1. The foundational issue is not even that AGI "does not yet exist, with even AI's top researchers far from clear about when it might". It's way worse than that. There is a strong argument made by one of the grandfathers of AI research that AGI cannot exist, at least in the sense of common sense intelligence as attributed to humans. (see Winograd "Understanding Computers & Cognition" 1985). I was first introduced to these ideas taking a class from Winograd in undergrad.

Winograd asks why we attribute mind properties to computers but not to, say, clocks. The dominant view of mind assumes that cognition is based on systematic manipulation of representations, but there is another, non-representational way of looking at it as a form of "structural coupling" between a living organism and its environment. "The cognitive domain deals with the relevance of the changing structure of the system to behavior that is effective for its survival."

I won't try to summarize a book-length argument in a few paragraphs. I just want to point out that this whole AGI conversation rests on a premise that has been seriously challenged.

The fact that Altman can get away with saying stuff like "Once we build a generally intelligent system... we will ask it to figure out a way to make an investment return" is an indication of just how insane the mainstream AI discussion has gotten. At this point it sounds like straight-up religion being prophesied from on high.
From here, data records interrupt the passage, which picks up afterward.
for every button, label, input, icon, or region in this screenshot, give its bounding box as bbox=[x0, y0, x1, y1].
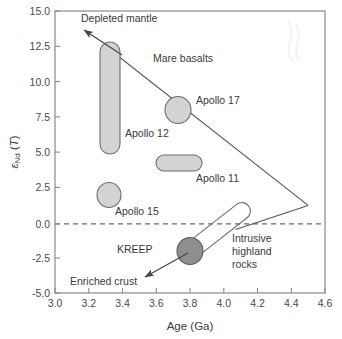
x-tick-label: 3.0 bbox=[48, 297, 63, 309]
x-tick-label: 3.4 bbox=[115, 297, 130, 309]
label-apollo-11: Apollo 11 bbox=[196, 172, 239, 184]
x-axis-tick-labels: 3.0 3.2 3.4 3.6 3.8 4.0 4.2 4.4 4.6 bbox=[48, 297, 333, 309]
y-tick-label: 10.0 bbox=[30, 76, 51, 88]
y-tick-label: 7.5 bbox=[35, 111, 50, 123]
label-apollo-12: Apollo 12 bbox=[125, 127, 169, 139]
x-tick-label: 4.2 bbox=[250, 297, 265, 309]
y-axis-tick-labels: 15.0 12.5 10.0 7.5 5.0 2.5 0.0 -2.5 -5.0 bbox=[30, 5, 51, 299]
apollo-17-marker bbox=[165, 97, 191, 124]
x-tick-label: 4.6 bbox=[318, 297, 333, 309]
label-apollo-17: Apollo 17 bbox=[196, 94, 240, 106]
x-tick-label: 4.4 bbox=[284, 297, 299, 309]
x-tick-label: 3.2 bbox=[81, 297, 96, 309]
svg-text:εNd (T): εNd (T) bbox=[8, 135, 22, 168]
y-tick-label: 2.5 bbox=[35, 181, 50, 193]
label-apollo-15: Apollo 15 bbox=[115, 205, 159, 217]
y-tick-label: -2.5 bbox=[32, 252, 50, 264]
apollo-12-marker bbox=[100, 42, 120, 154]
y-tick-label: 15.0 bbox=[30, 5, 51, 17]
y-axis-title-subscript: Nd bbox=[13, 153, 22, 163]
scatter-plot-svg: 15.0 12.5 10.0 7.5 5.0 2.5 0.0 -2.5 -5.0… bbox=[0, 0, 342, 339]
annotation-enriched-crust: Enriched crust bbox=[70, 275, 137, 287]
apollo-11-marker bbox=[156, 155, 202, 171]
apollo-15-marker bbox=[97, 183, 121, 208]
y-axis-ticks bbox=[55, 11, 60, 293]
highland-trend-line bbox=[236, 205, 309, 229]
chart-figure: 15.0 12.5 10.0 7.5 5.0 2.5 0.0 -2.5 -5.0… bbox=[0, 0, 342, 339]
watermark-artifact bbox=[288, 20, 299, 62]
kreep-marker bbox=[177, 238, 203, 265]
label-intrusive-line-2: highland bbox=[232, 245, 272, 257]
enriched-crust-arrow bbox=[145, 253, 188, 277]
x-axis-ticks bbox=[55, 288, 325, 293]
annotation-depleted-mantle: Depleted mantle bbox=[81, 12, 158, 24]
x-tick-label: 3.8 bbox=[183, 297, 198, 309]
label-intrusive-line-3: rocks bbox=[232, 258, 257, 270]
x-axis-title: Age (Ga) bbox=[167, 320, 214, 332]
group-apollo-12 bbox=[100, 42, 120, 154]
y-tick-label: 0.0 bbox=[35, 218, 50, 230]
y-axis-title: εNd (T) bbox=[8, 135, 22, 168]
y-tick-label: 12.5 bbox=[30, 40, 51, 52]
label-intrusive-line-1: Intrusive bbox=[232, 232, 272, 244]
label-intrusive-highland-rocks: Intrusive highland rocks bbox=[232, 232, 272, 270]
x-tick-label: 3.6 bbox=[149, 297, 164, 309]
x-tick-label: 4.0 bbox=[216, 297, 231, 309]
y-tick-label: 5.0 bbox=[35, 146, 50, 158]
label-kreep: KREEP bbox=[117, 243, 153, 255]
y-axis-title-paren-close: ) bbox=[8, 135, 20, 139]
annotation-mare-basalts: Mare basalts bbox=[153, 52, 213, 64]
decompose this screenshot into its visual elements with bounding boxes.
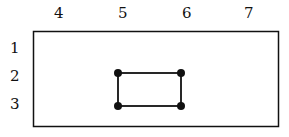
- node-6-2: [177, 69, 185, 77]
- node-5-2: [114, 69, 122, 77]
- outer-box: [34, 32, 279, 127]
- inner-rectangle: [118, 73, 181, 106]
- node-6-3: [177, 102, 185, 110]
- diagram-canvas: [0, 0, 289, 137]
- node-5-3: [114, 102, 122, 110]
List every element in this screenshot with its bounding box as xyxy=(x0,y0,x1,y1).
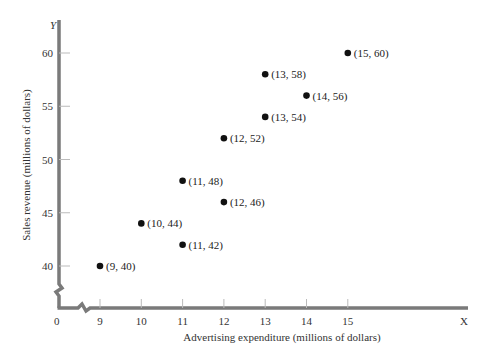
data-point: (13, 54) xyxy=(262,111,306,124)
x-tick-label: 10 xyxy=(136,315,148,327)
x-axis-letter: X xyxy=(460,315,468,327)
point-marker xyxy=(262,71,269,78)
data-point: (15, 60) xyxy=(345,47,389,60)
ticks: 40455055609101112131415 xyxy=(42,47,354,327)
x-tick-label: 15 xyxy=(342,315,354,327)
y-tick-label: 40 xyxy=(42,260,54,272)
data-point: (10, 44) xyxy=(138,217,182,230)
scatter-chart: 40455055609101112131415 (9, 40)(10, 44)(… xyxy=(0,0,491,358)
point-label: (13, 54) xyxy=(271,111,306,124)
point-marker xyxy=(138,220,145,227)
y-tick-label: 50 xyxy=(42,154,54,166)
point-marker xyxy=(262,114,269,121)
data-point: (13, 58) xyxy=(262,68,306,81)
point-marker xyxy=(179,241,186,248)
x-axis-line xyxy=(58,304,469,311)
point-marker xyxy=(303,92,310,99)
data-point: (11, 42) xyxy=(179,239,223,252)
y-tick-label: 45 xyxy=(42,207,54,219)
x-tick-label: 12 xyxy=(218,315,229,327)
point-label: (11, 42) xyxy=(189,239,224,252)
data-point: (14, 56) xyxy=(303,90,347,103)
data-point: (12, 46) xyxy=(221,196,265,209)
y-axis-letter: Y xyxy=(50,19,58,31)
x-tick-label: 9 xyxy=(97,315,103,327)
y-axis-line xyxy=(56,20,62,308)
point-label: (10, 44) xyxy=(147,217,182,230)
point-label: (12, 52) xyxy=(230,132,265,145)
y-tick-label: 55 xyxy=(42,100,54,112)
data-point: (11, 48) xyxy=(179,175,223,188)
point-label: (15, 60) xyxy=(354,47,389,60)
point-label: (14, 56) xyxy=(313,90,348,103)
y-axis-title: Sales revenue (millions of dollars) xyxy=(20,89,33,241)
point-marker xyxy=(221,199,228,206)
x-tick-label: 13 xyxy=(260,315,272,327)
point-marker xyxy=(179,178,186,185)
point-marker xyxy=(345,50,352,57)
data-points: (9, 40)(10, 44)(11, 42)(11, 48)(12, 46)(… xyxy=(97,47,389,273)
x-tick-label: 11 xyxy=(177,315,188,327)
point-label: (9, 40) xyxy=(106,260,136,273)
point-marker xyxy=(97,263,104,270)
x-axis-title: Advertising expenditure (millions of dol… xyxy=(183,331,381,344)
origin-label: 0 xyxy=(54,315,60,327)
point-marker xyxy=(221,135,228,142)
point-label: (12, 46) xyxy=(230,196,265,209)
y-tick-label: 60 xyxy=(42,47,54,59)
data-point: (9, 40) xyxy=(97,260,136,273)
x-tick-label: 14 xyxy=(301,315,313,327)
point-label: (13, 58) xyxy=(271,68,306,81)
point-label: (11, 48) xyxy=(189,175,224,188)
data-point: (12, 52) xyxy=(221,132,265,145)
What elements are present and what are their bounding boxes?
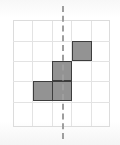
shape-square-bottom-left xyxy=(33,81,53,101)
dashed-vertical-line xyxy=(62,6,64,139)
grid-line-vertical-1 xyxy=(32,20,33,127)
grid-line-vertical-0 xyxy=(13,20,14,127)
figure-root xyxy=(0,0,120,145)
grid-line-vertical-4 xyxy=(91,20,92,127)
shape-square-top xyxy=(72,41,92,61)
grid-line-vertical-5 xyxy=(109,20,110,127)
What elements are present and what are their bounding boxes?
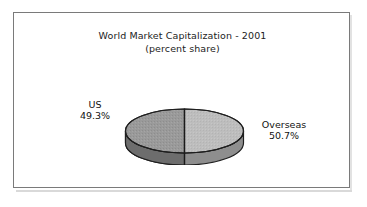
chart-frame: World Market Capitalization - 2001 (perc… xyxy=(13,12,350,188)
chart-title-main: World Market Capitalization - 2001 xyxy=(14,29,351,42)
pie-label-overseas: Overseas 50.7% xyxy=(246,119,322,141)
chart-subtitle: (percent share) xyxy=(14,42,351,55)
pie-label-us-name: US xyxy=(62,99,128,110)
pie-label-overseas-value: 50.7% xyxy=(246,130,322,141)
pie-label-us: US 49.3% xyxy=(62,99,128,121)
pie-chart-svg xyxy=(124,97,245,165)
pie-label-us-value: 49.3% xyxy=(62,110,128,121)
pie-label-overseas-name: Overseas xyxy=(246,119,322,130)
pie-chart-3d xyxy=(124,97,245,165)
chart-title: World Market Capitalization - 2001 (perc… xyxy=(14,29,351,55)
frame-drop-shadow-bottom xyxy=(16,190,352,192)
2. The whole "capped profit" positioning at 100x return is absurd, as the author points out. Altman's argument for why it makes sense involves invoking the possibility that the AGI opportunity is so incomprehensibly enormous that if OpenAI manages to crack this particular nut, it could “maybe capture the light cone of all future value in the universe". Repent, ye sinners, for the kingdom of heaven is at hand!

3. Most troubling, perhaps, is OpenAI's transparent ploy to attempt to generate buzz and take the ethical high ground with their alarmist PR strategy. Altman's justification for OpenAI's fear-mongering, which I'll paraphrase as "look at what happened with Facebook", just doesn't hold up to scrutiny. To begin with, Facebook was a real product from day one; AGI is currently a fantasy.

But there's a deeper problem with invoking Facebook. The lesson to be learned from Facebook's failure is that the real danger with tech isn't algorithms but the people that design them. Algorithms have no agency. They just do what they're supposed to do. But hiding behind the algorithm seems to be the preferred way for tech oligarchs to avoid taking responsibility for the problems they created.

The reason why I'm so troubled by OpenAI sounding the alarm bells about destructive AGI is that they are shifting the discussion away from the real threat: people. Especially people in power with virtually unlimited technological power and massive blind spots about the consequences of their actions. Give the algorithms a break!